Recent studies of rifts have shown that they are typically asymmetric, with much larger throw on one boundary fault system than on the other. In addition, the sense of rift asymmetry alternates along the axis of the rift, resulting in tilt-block domains of opposing dips to be juxtaposed against one another. The accommodation zones that separate the different domains strike perpendicular to the rift axis and accommodate the differential rotation between the tilt blocks. The problems presented by how the accommodation zones form, what controls their location, and the dynamics of their development are poorly understood.

The Morgan Hinge Accommodation zone is exposed at the surface in the southwestern Gulf of Suez. Here, a basement promontory extends eastward from the rift shoulder and separates the northeast-dipping blocks to the north from the southwest-dipping blocks to the south. A complete prerift and synrift stratigraphic succession is exposed around the margins of this promontory and effectively records the structural evolution of this feature.

The accommodation zone is approximately 10 km wide and consists of a complex fracturing and breaking up of the coherent blocks to the north and south into many small subblocks.
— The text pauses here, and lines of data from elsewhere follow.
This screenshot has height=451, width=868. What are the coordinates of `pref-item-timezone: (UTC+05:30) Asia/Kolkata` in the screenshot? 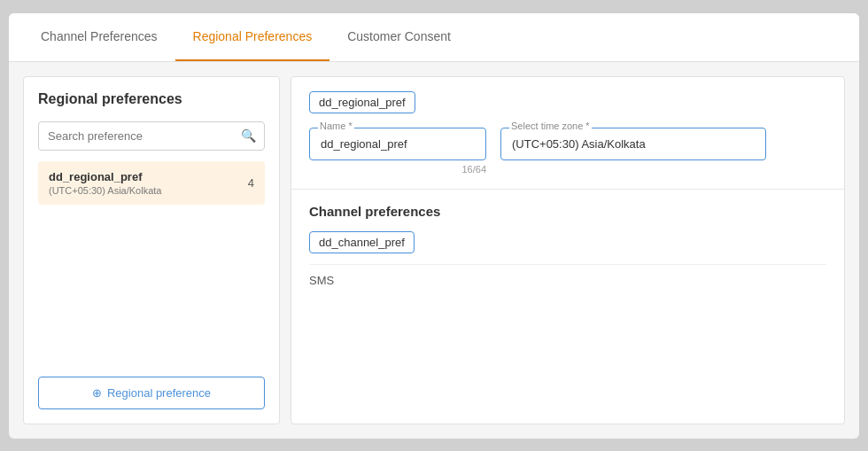 It's located at (105, 191).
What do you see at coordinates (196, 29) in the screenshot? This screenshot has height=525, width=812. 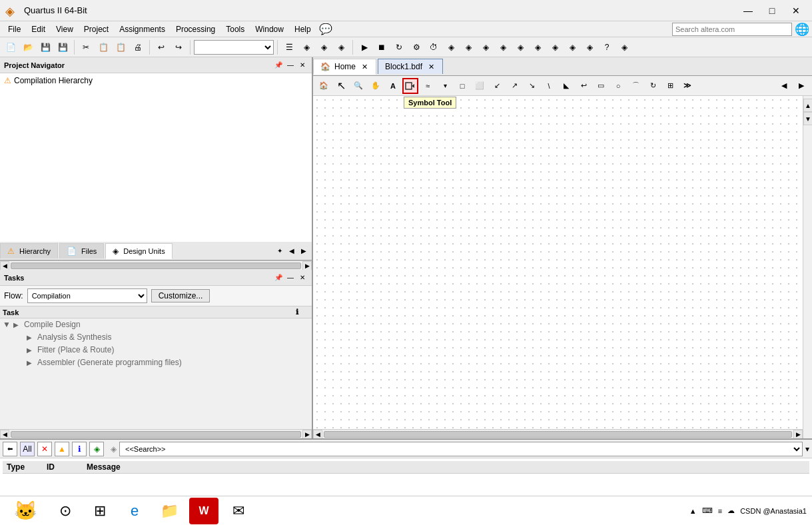 I see `menu-processing: Processing` at bounding box center [196, 29].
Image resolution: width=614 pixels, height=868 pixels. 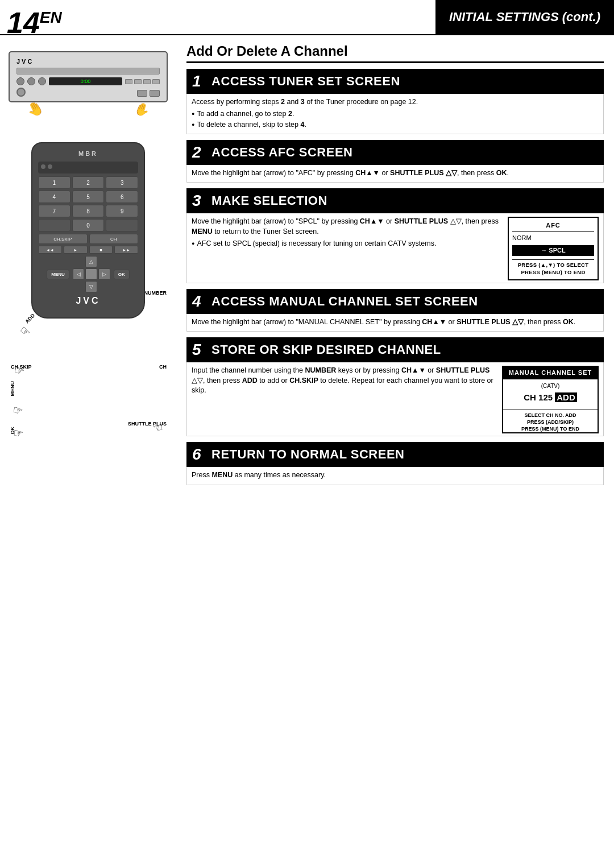 I want to click on btn-ok-remote: OK, so click(x=122, y=274).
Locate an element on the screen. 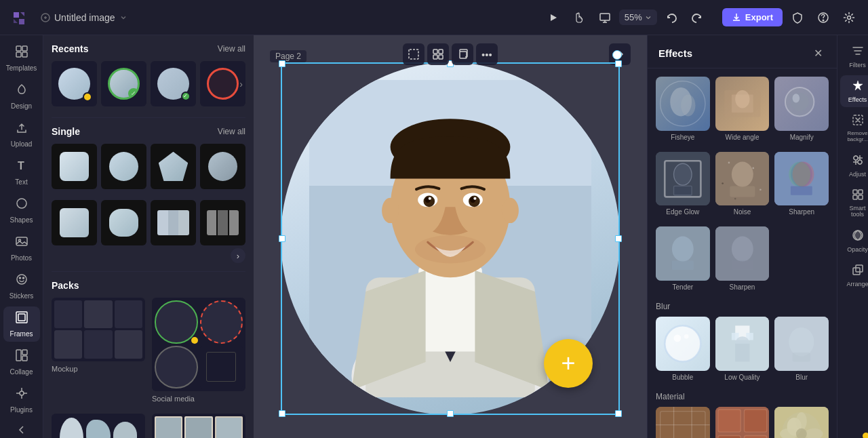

Two fault trends dominate, one Gulf-parallel and the other Gulf-perpendicular. Fault spacing within the zone is on a kilometer scale, with most offsets showing normal displacements of tens to hundreds of meters. Strike-slip movement is negligible. These small-scale displacements between subblocks accommodate the large-scale displacements resulting from the opposing rotation between adjacent tilted blocks.

AAPG Search and Discovery Article #91038©1987 AAPG Annual Convention, Los Angeles, California, June 7-10, 1987.